As Jones and Swanson talk, I look at their animated faces, which are filled with curiosity and wonder. These are the faces of veteran scientists who study North American forests, showing me, rather than telling me, what science looks like on the ground in all its messiness and paradoxes and occasional Eureka moments.

I return to Reference Stand 2 the next day, alone. The weather has held. On my way into the plot I nearly trip over a red-spotted garter snake (Thamnophis sirtalis concinnus) warming itself in a patch of sunlight on the trail. I go to the log on which I stood with Jones and Swanson, lie down on it, and gaze up at the canopy far above. I take in the scale of this place, its many mysteries, and try to parse some of its lessons. The down tree on which I’m lying has been dead for two decades. Its moss makes a soft cushion beneath my body, but its bole feels firm and solid. Still lying there, I marvel at the many tons of carbon sequestered under and all around me in this forest. A refuge, Jones called it. Old-growth forest provides a refuge against climate change.
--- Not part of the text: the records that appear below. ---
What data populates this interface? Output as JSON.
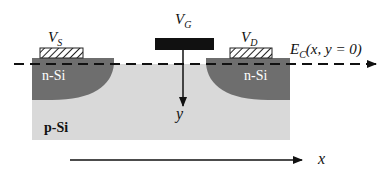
{
  "diagram": {
    "labels": {
      "source_voltage": {
        "main": "V",
        "sub": "S"
      },
      "gate_voltage": {
        "main": "V",
        "sub": "G"
      },
      "drain_voltage": {
        "main": "V",
        "sub": "D"
      },
      "band_edge": {
        "main": "E",
        "sub": "C",
        "args": "(x, y = 0)"
      },
      "source_region": "n-Si",
      "drain_region": "n-Si",
      "substrate": "p-Si",
      "y_axis": "y",
      "x_axis": "x"
    },
    "colors": {
      "substrate": "#d9d9d9",
      "n_region": "#6e6e6e",
      "gate": "#111111",
      "contact_hatch": "#222222",
      "line": "#111111",
      "region_text": "#ffffff",
      "substrate_text": "#111111"
    }
  }
}
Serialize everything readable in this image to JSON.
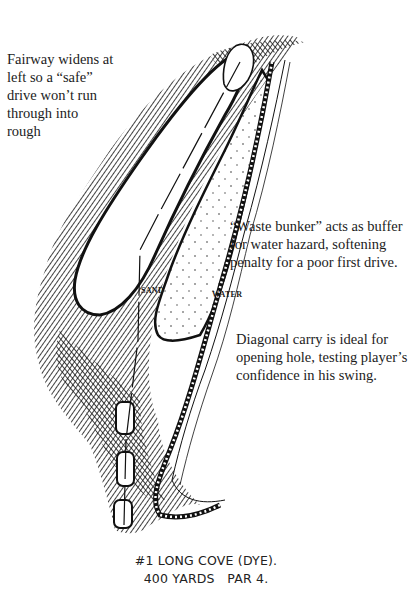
{
  "annotations": {
    "fairway_note": [
      "Fairway widens at",
      "left so a “safe”",
      "drive won’t run",
      "through into",
      "rough"
    ],
    "waste_bunker_note": [
      "“Waste bunker” acts as buffer",
      "for water hazard, softening",
      "penalty for a poor first drive."
    ],
    "diagonal_note": [
      "Diagonal carry is ideal for",
      "opening hole, testing player’s",
      "confidence in his swing."
    ]
  },
  "map_labels": {
    "sand": "SAND",
    "water": "WATER"
  },
  "caption": {
    "line1": "#1 LONG COVE (DYE).",
    "line2": "400 YARDS   PAR 4."
  },
  "colors": {
    "ink": "#111111",
    "paper": "#ffffff"
  }
}
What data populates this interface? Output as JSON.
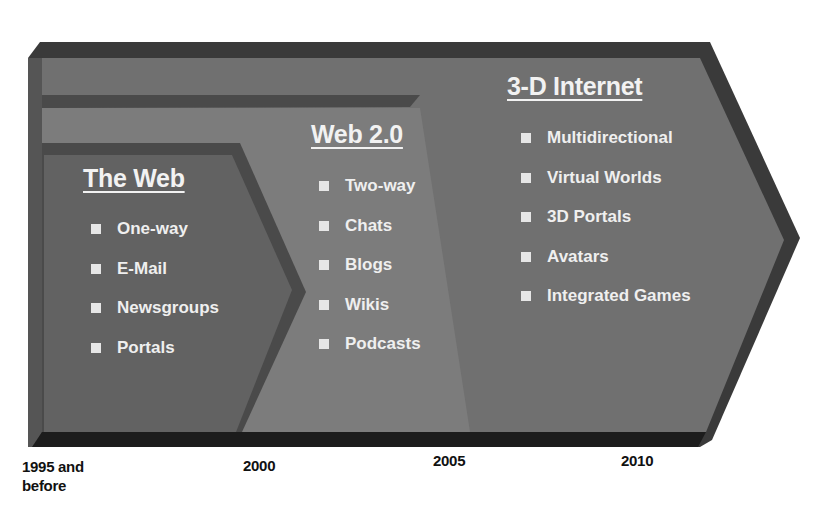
{
  "diagram": {
    "type": "timeline-arrows",
    "colors": {
      "outer_arrow": "#6f6f6f",
      "outer_shadow": "#3a3a3a",
      "inner_arrow": "#616161",
      "web2_region": "#7d7d7d",
      "bottom_band": "#1e1e1e",
      "text": "#f0f0f0"
    },
    "stages": [
      {
        "title": "The Web",
        "items": [
          "One-way",
          "E-Mail",
          "Newsgroups",
          "Portals"
        ]
      },
      {
        "title": "Web 2.0",
        "items": [
          "Two-way",
          "Chats",
          "Blogs",
          "Wikis",
          "Podcasts"
        ]
      },
      {
        "title": "3-D Internet",
        "items": [
          "Multidirectional",
          "Virtual Worlds",
          "3D Portals",
          "Avatars",
          "Integrated Games"
        ]
      }
    ],
    "timeline": [
      {
        "label_line1": "1995 and",
        "label_line2": "before"
      },
      {
        "label_line1": "2000"
      },
      {
        "label_line1": "2005"
      },
      {
        "label_line1": "2010"
      }
    ]
  }
}
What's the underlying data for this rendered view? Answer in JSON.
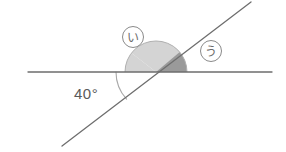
{
  "diagram": {
    "background_color": "#ffffff",
    "line_color": "#6e6e6e",
    "arc_stroke_color": "#9a9a9a",
    "label_text_color": "#6b6b6b",
    "angle_text_color": "#5a5a5a",
    "fill_light_color": "#d4d4d4",
    "fill_dark_color": "#9a9a9a",
    "known_angle": {
      "name": "forty-degree-angle",
      "value": "40",
      "unit": "°",
      "label": "40°",
      "description": "angle between horizontal line and diagonal line, measured below-left"
    },
    "unknown_angles": [
      {
        "name": "angle-i",
        "glyph": "い",
        "romaji": "i",
        "shade": "light",
        "fill_color": "#d4d4d4",
        "description": "left portion of the half-disc above the horizontal line"
      },
      {
        "name": "angle-u",
        "glyph": "う",
        "romaji": "u",
        "shade": "dark",
        "fill_color": "#9a9a9a",
        "description": "right portion of the half-disc above the horizontal line"
      }
    ],
    "lines": [
      {
        "name": "horizontal-line",
        "x1": 28,
        "y1": 72,
        "x2": 272,
        "y2": 72
      },
      {
        "name": "diagonal-line",
        "x1": 62,
        "y1": 146,
        "x2": 251,
        "y2": 2
      }
    ],
    "intersection_point": {
      "x": 156,
      "y": 72
    },
    "half_disc_radius": 31,
    "arc_40_radius": 40
  }
}
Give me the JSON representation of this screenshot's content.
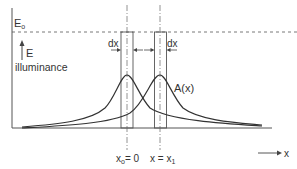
{
  "diagram": {
    "labels": {
      "e0": "E",
      "e0_sub": "o",
      "e_arrow": "E",
      "illuminance": "illuminance",
      "dx_left": "dx",
      "dx_right": "dx",
      "a_of_x": "A(x)",
      "x_axis": "x",
      "x0_label_main": "x",
      "x0_label_sub": "o",
      "x0_label_eq": "= 0",
      "x1_label_main": "x = x",
      "x1_label_sub": "1"
    },
    "colors": {
      "line": "#333333",
      "guide": "#777777",
      "background": "#ffffff"
    },
    "positions": {
      "x0": 127,
      "x1": 160,
      "peak_y": 75,
      "baseline_y": 128,
      "e0_y": 32
    }
  }
}
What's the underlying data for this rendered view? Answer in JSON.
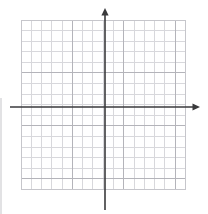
{
  "canvas": {
    "width": 208,
    "height": 214,
    "background": "#ffffff",
    "title": "blank cartesian coordinate grid"
  },
  "chart_data": {
    "type": "scatter",
    "title": "",
    "subtitle": "",
    "xlabel": "",
    "ylabel": "",
    "annotations": [],
    "legend": {
      "entries": [],
      "position": "none"
    },
    "grid": {
      "enabled": true,
      "columns": 16,
      "rows": 16,
      "cell_size_px": 10.3,
      "minor_color": "#d8d8dc",
      "major_color": "#b4b4ba",
      "major_every": 5,
      "border_color": "#c6c6cb",
      "left_px": 21,
      "top_px": 20,
      "right_px": 185.5,
      "bottom_px": 189.5
    },
    "axes": {
      "color": "#3a3a3c",
      "stroke_width": 1.6,
      "origin_px": {
        "x": 105,
        "y": 107
      },
      "x_axis": {
        "start_px": 10,
        "end_px": 200,
        "y_px": 107,
        "arrow_start": false,
        "arrow_end": true
      },
      "y_axis": {
        "start_px": 210,
        "end_px": 8,
        "x_px": 105,
        "arrow_start": false,
        "arrow_end": true
      },
      "xlim": [
        -8,
        8
      ],
      "ylim": [
        -8,
        8
      ],
      "tick_labels_x": [],
      "tick_labels_y": []
    },
    "series": [],
    "x": [],
    "values": []
  },
  "artifacts": {
    "left_edge_line": {
      "x_px": 1,
      "y_start_px": 98,
      "y_end_px": 214,
      "color": "#e2e2e4"
    }
  }
}
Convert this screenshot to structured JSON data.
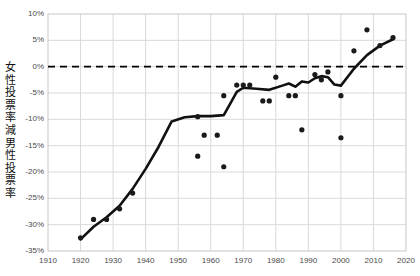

I ponder what would happen if we stopped cutting old forests and let a portion of younger forests mature into older forests. How much carbon can this world hold in safekeeping for our children’s children? What could we accomplish if we combined such stewardship with a sharp reduction in fossil-fuel carbon emissions? What if our governments supported such acts? I sit up and write in my field notebook, a nondescript Rite in the Rain notebook that has accompanied me to Antarctica, where Adélie penguins are going extinct due to melting sea ice; to the high Arctic, where polar bears are starving to death due to ice melt; to the Alaska Range, where permafrost melt is releasing million-year-old carbon stores into the atmosphere and eliminating some of the lichens caribou need to survive; and to old-growth forests such as the Andrews – where I am finding hope.

 

5.     The Ecology of Hope

As I walk back out of Reference Stand 2, I think about the conundrum instilled in me by my conversation with McKibben. During my time at the Andrews, I learned both how right he is and how wrong he is. He is absolutely right in insisting that reducing fossil-fuel carbon emissions is the only thing that will save life on this Earth. However, he is wrong in his perspective that this is the only thing that matters. The Andrews Forest has illustrated for me the important role of science and its insights and future discoveries. For as much as we have learned, there is much more we will learn – about how forests function and why big, ancient trees are essential to the wellbeing of all life on this planet. And as long as there are humans staring up at a shoal of stars in the night sky, wondering about the mystery of life and how we can live more ethically on Earth, there will be a need for environmental writers to set pencil down on paper in the woods, at a stream, in a prairie, on a farm, in a city, and transcribe Earth’s stories, share them with others in the bardic tradition, and discover as a community how to live better.

 


[1] Jon R. Luoma, The Hidden Forest: The Biography of an Ecosystem (Oregon State University Press, 2006).

[2] Cristina Eisenberg, The Carnivore Way: Coexisting with and Conserving North America’s Carnivores (Washington, DC, Island Press), 23.

[3] IPCC (Intergovernmental Panel on Climate Change)-Working Group I, The Physical Science Basis. Contribution of Working Group I to the Fifth Assessment Report of the Intergovernmental Panel on Climate Change (New York: Cambridge University Press, 2014).